O’Reilly, though, is already comparing the current strategy to the Auditor General of Canada’s damning 2017 assessment of the NWT’s climate approach, which found the GNWT “did not fulfill its leadership role and meet its commitments on climate change.”

The same report found government departments were not doing enough to address and adapt to the risks of climate change.

“The Auditor General of Canada chronicled how our government’s last two plans to reduce greenhouse gas emissions were dismal failures, and the current one is certainly heading in that direction, too,” O’Reilly said.

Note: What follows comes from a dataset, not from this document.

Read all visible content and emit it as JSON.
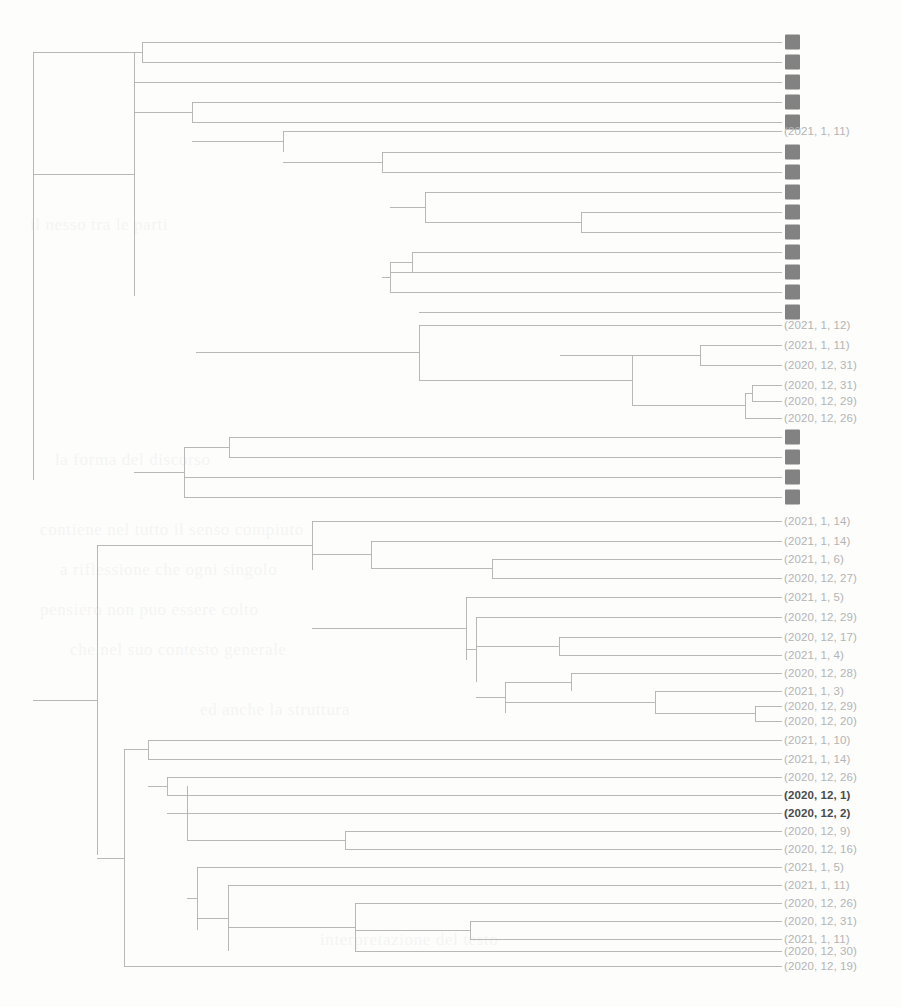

“The Auditor General said that a lack of leadership, policies, and legislation to give ENR the proper authority was largely at the root of the problem.”

A file photo of Shane Thompson in October 2019. Sarah Pruys/Cabin Radio
A file photo of Shane Thompson in October 2019. Sarah Pruys/Cabin Radio

O’Reilly asked Thompson to outline how departments are making decisions with climate action in mind.

In response, Thompson said government decision-making was “revised to incorporate consideration of climate change mitigations and adaptation factors” last December.

“I believe the GNWT is fulfilling its mandate to show leadership on climate change,” the minister said, “by being one of the first Canadian jurisdictions to take a consistent and systematic approach to ensuring meaningful consultation on climate change decisions in all departments.

“I can honestly tell you: during those conversations, we’ve heard the Member, we’ve heard the public, and we’re trying to make sure the executive and all departments make decisions based on climate change.”